Saturday, September 24, 2011

Happy Birthday Jim

To celebrate the late Jim Henson's 75th birthday, today Google has created a great Google Doodle for the day



Check it out


September 24, 1991 -
Nirvana's album Nevermind was released 20 years today.



At this point Teen Spirit is still smelling fairly strong indeed.


September 24, 1938 -
This cartoon set the bar for outlandishness in animation - Porky in Wackyland was released on this date.



Watch it a few times to really get everything that's going on in this one.


September 24, 1945 -
Michael Curtiz' tense film noir, sometimes mislabelled as a 'women's picture', Mildred Pierce, was released on this date.



Joan Crawford must have seen some of herself in the character of Midred Pierce, as she also supported herself as a waitress and saleswoman before she achieved success as an actress.


September 24, 1958 -
The Donna Reed Show premiered on ABC-TV on this date. Ladies (and some men), don't you always wears heels, pearls and chic frocks to do the housework?



The first season opening credits of The Munsters were an outrageous parody of the opening credits of The Donna Reed Show, which always began with Donna Reed lovingly passing out lunches to her departing family members as they left the house one by one. Yvonne De Carlo, as Lily Munster, did the same thing.


Today in History:
September 24, 1896 -
... In a real dark night of the soul it is always three o'clock in the morning, day after day.

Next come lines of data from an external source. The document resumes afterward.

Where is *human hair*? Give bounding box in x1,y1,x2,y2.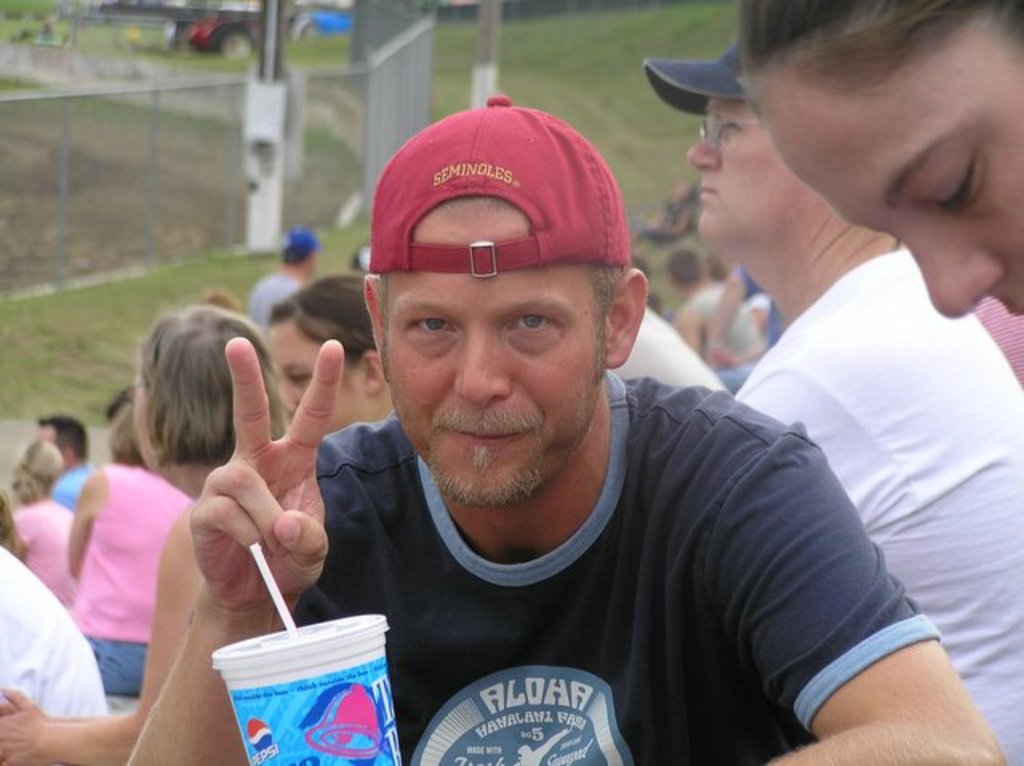
138,299,294,517.
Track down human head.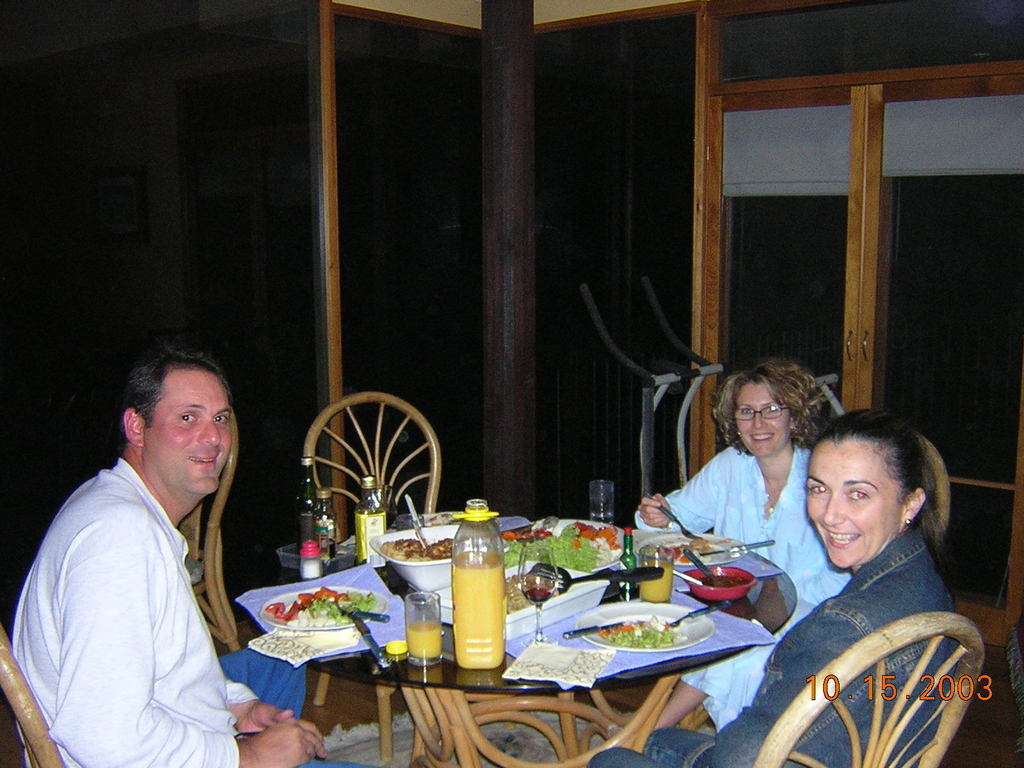
Tracked to crop(726, 362, 807, 463).
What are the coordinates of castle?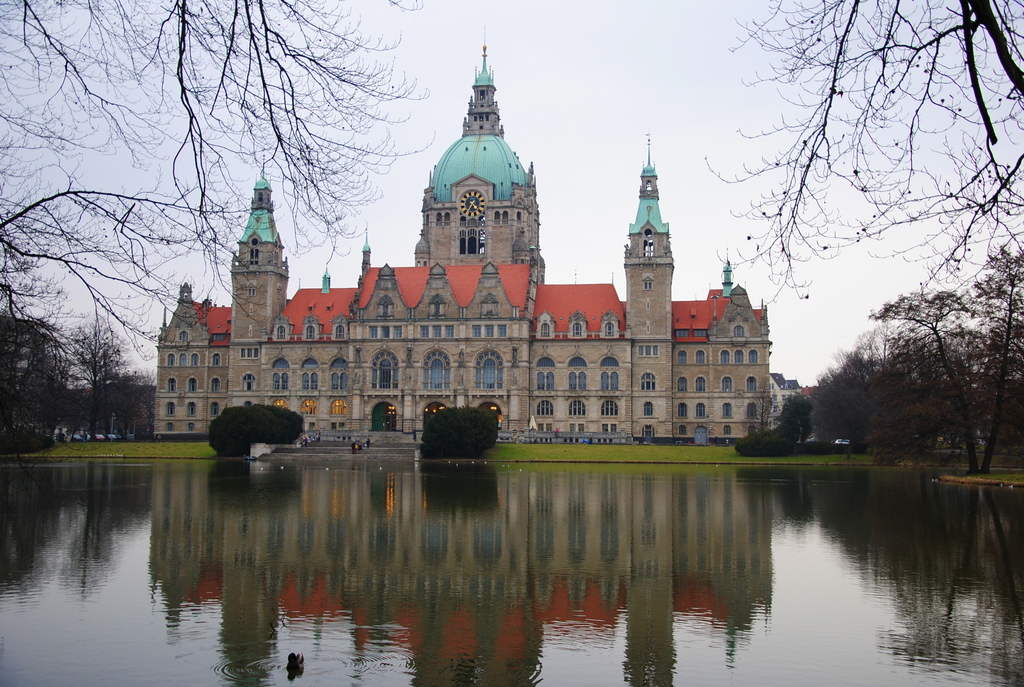
<bbox>149, 21, 774, 441</bbox>.
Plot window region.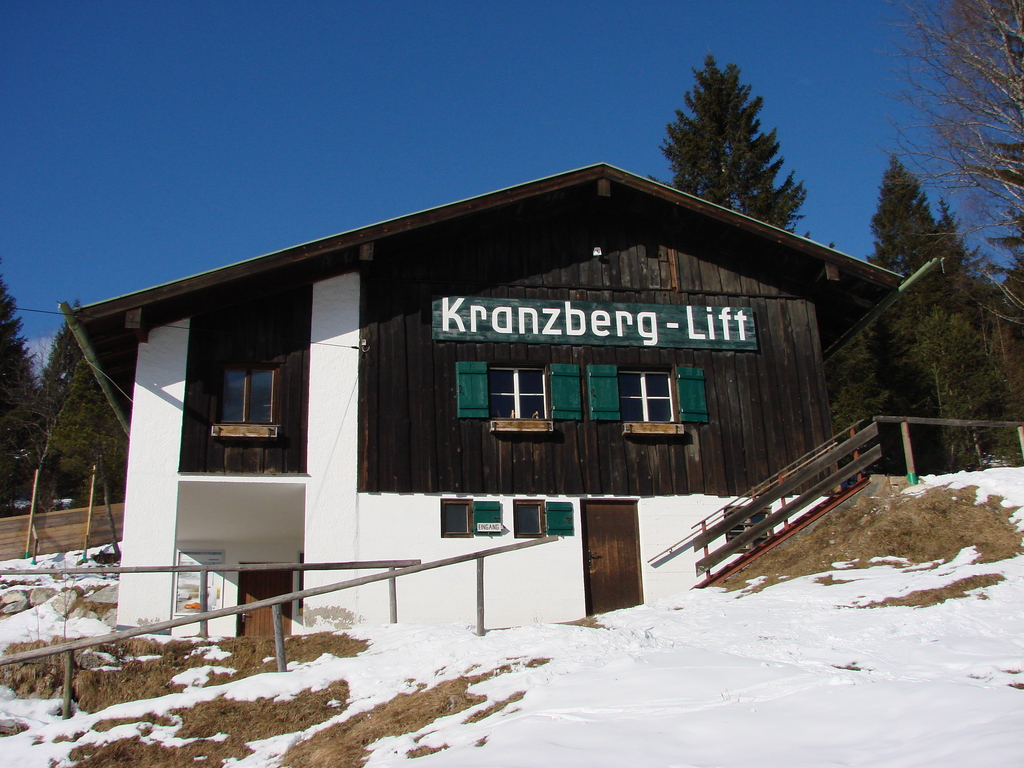
Plotted at (218,362,276,431).
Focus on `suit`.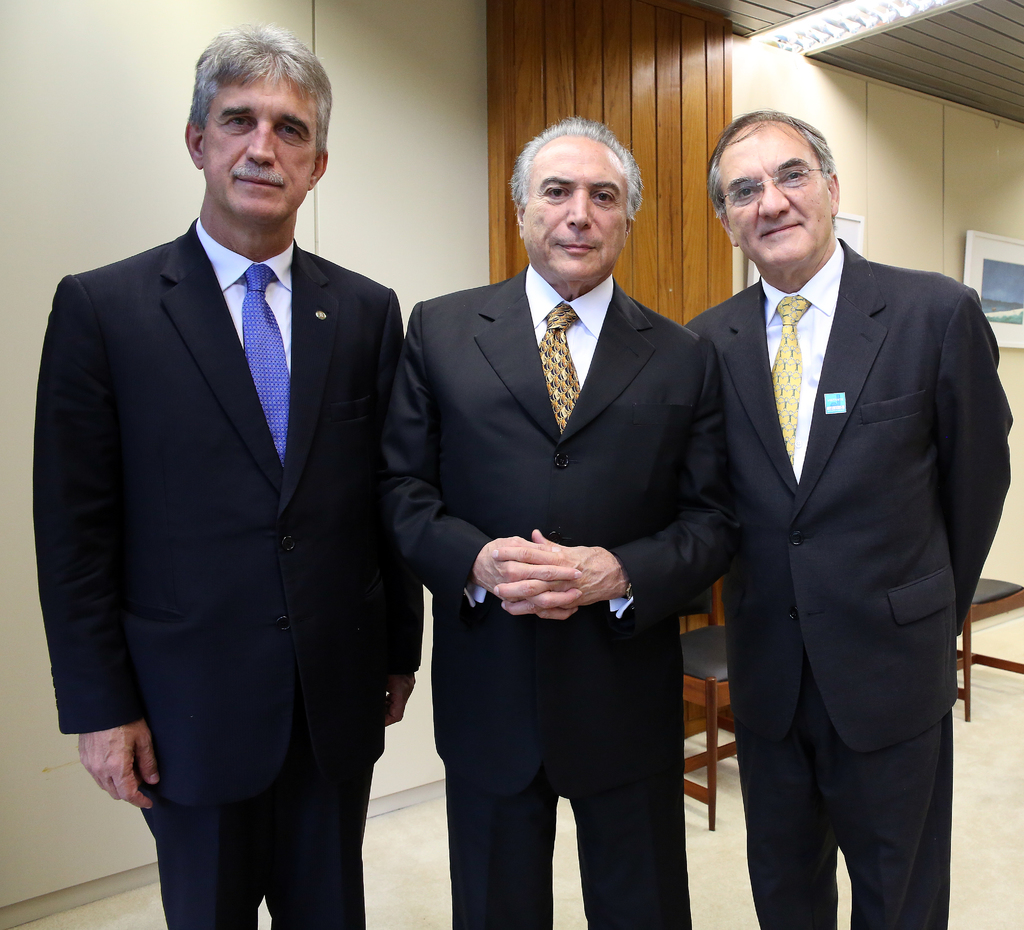
Focused at locate(380, 257, 735, 929).
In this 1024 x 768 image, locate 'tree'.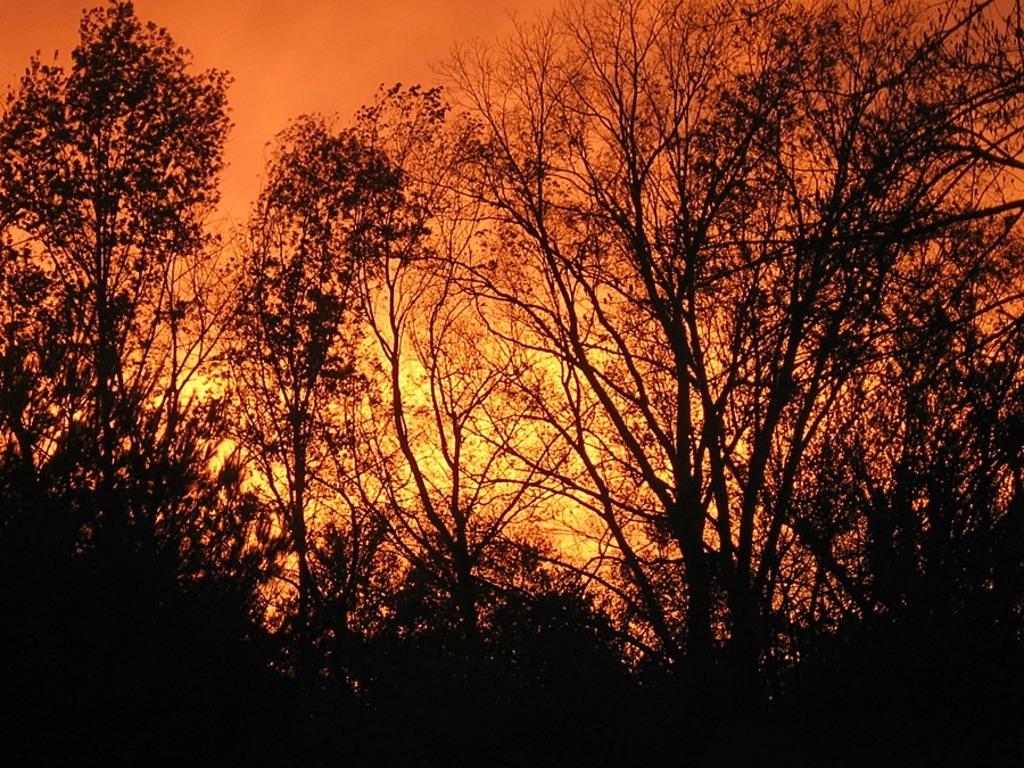
Bounding box: <bbox>768, 243, 1023, 682</bbox>.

On this date in 1896, a young Minnesota woman gave birth to a depressive young alcoholic named Francis Scott Key Fitzgerald.

The boy did badly in school and went to train for war in 1918. While training at Camp Sheridan in Alabama, he fell in love with Zelda Sayre, the mentally unstable daughter of an Alabama Supreme Court judge.

The war ended before Fitzgerald could be sent overseas and shot, however, so he went to New York to become rich and famous. He became neither, so Zelda broke off their engagement.

Fitzgerald then moved back to Minnesota. A year later he became a famous writer. He moved to Connecticut, Zelda married him, and they became drunken celebrity wrecks.

They spent a lot of time in Europe. This lasted until Zelda went mad and Fitzgerald died.



Fitzgerald is best remembered for having said the rich were different, even though Hemingway kept telling him to act like a man and strip down, grease himself up and get into a boxing ring.



Oh yeah, he also wrote several books.

... Things are sweeter when they're lost. I know--because once I wanted something and got it. It was the only thing I ever wanted badly, Dot, and when I got it it turned to dust in my hand...


September 24, 1954 -
Steve Allen sat down at his piano and the Tonight Show premiered on NBC on this date.



Simply called Tonight, the show was a blend of comedy, interview and musical performance that set the basic template for future late-night television.


September 24, 1961-
Students of Great Comedy lined up around the block to enroll in Whatsamatta U when The Bullwinkle Show moved to primetime on NBC TV on this date.



The first story of the season was an epic multi-part adventure about the moose and squirrel's search for the elusive Kirwood Derby. In November 1961, Durward Kirby threatened to file suit. Jay Ward reportedly responded to the threat, in his usual style, by offering to let Kirby use any name of his choosing for any character from his show.


September 24, 1964 -
We all visited 1313 Mockingbird Lane for the first time when The Munsters premieres on TV on this date.



Bill Mumy was the original choice for Eddie Munster, but his parents didn't approve of the extensive makeup that would be used for his character. He would eventually guest on the episode "Come Back, Little Googie", playing an incorrigible brat, during the first season.


September 24, 1969 -
The trial of the "Chicago Eight" (later seven) began. Demonstrations began outside the court house, with the Weatherman group proclaiming the "Days of Rage" in protest of the trial. The Chicago Eight staged demonstrations at the Democratic National Convention in Chicago to protest the Vietnam War and its support by the top Democratic presidential candidate, Vice President Hubert Humphrey. These anti-Vietnam War protests were some of the most violent in American history as the police and national guardsmen beat antiwar protesters, innocent bystanders and members of the press.



Five defendants (Tom Hayden, Abbie Hoffman, Jerry Rubin, David Dellinger, Rennie Davis) were convicted of crossing state lines to incite riots at the 1968 Democratic national convention; the convictions were ultimately overturned.


Luna 16 was the first robotic probe to land on the Moon and return a sample to Earth.. An automatic drilling rig was deployed and 101 grams of lunar soil was collected.

The samples were returned to Earth on September 24, 1970 and marked the first time lunar sampled were recovered by an unmanned spacecraft.


September 24, 1991 -
Theodor Seuss Geisel, an American writer and cartoonist best known for his classic children's books under the pen name Dr. Seuss, including The Cat in the Hat, Green Eggs and Ham, How the Grinch Stole Christmas and One Fish Two Fish Red Fish Blue Fish, died on this date.



No greater tribute was given to the Doctor than when the Reverend Jesse Jackson appeared on SNL following his death.